The dazzling oil paintings Flame of the Forest (1980) and Gul Mohur (1987) show how Rumale could vividly depict these trees. The wildly growing bougainvillea with its vibrant spread forms part of two large canvases Bougainvillea on Sri Nagappa Alva's Residence, Bangalore (1973) and Bougainvillea on St. Peter's Seminary, Malleswaram, Bangalore (also from 1973). Watercolours of jacaranda trees set off against the rust-coloured High Court building from the 1980s also attest to the beauty of the arboriculture surrounding this majestic monument and the adjoining Cubbon Park. Another large watercolour, Tree in Blossom, Bal Bhavan, Cubbon Park (1975), depicts the scene at the entrance of the toy train railway station in the park. Edward's Statue, Cubbon Park (1976), another fine work, is also set in the famous park. One of the major challenges of landscape painting is to capture the prevailing and fleeting mood of the moment, and Rumale does this best in his mesmerising oil painting Varna Mythri (1967). This painting also lent its name to the NGMA exhibition.

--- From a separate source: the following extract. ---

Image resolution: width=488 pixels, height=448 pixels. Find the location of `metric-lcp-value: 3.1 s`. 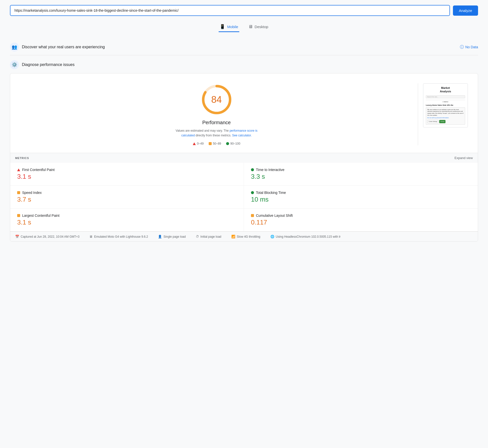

It is difficult to evaluate Rumale's work in the context of art in India as there is no extensive documentation of artists who worked out of Karnataka in his time, but, according to Kabe, he was the first freelance artist in modern Karnataka as he painted independently without any administrative roles or institutional support.

In his curatorial note, K.S Srinivasa Murthy writes: Rumale was largely self-taught. He has demonstrated through his artworks and his own life that art is an integral part of life and not an exclusive, elitist activity. Through such sensitive gestures Rumale has demystified art and made it more democratic than could be possible in his time.

While his work is often compared with that of Vincent van Gogh, Rumale himself said in a rare interview that he was self-taught but had collected the prints of English landscape artists such as William Turner, John Constable and Peter de Wint.

Rumale was honoured with the Karnataka Lalitakala Academy Award in 1972.

Before Bangalore acquired a permanent spot on the global map as the Silicon Valley of India, the city was known for its gardens and tree blossoms. Rumale captured the soul of the Garden City and saved its beauty for posterity. Rumale's works will be on exhibit at NGMA New Delhi and Mumbai, too.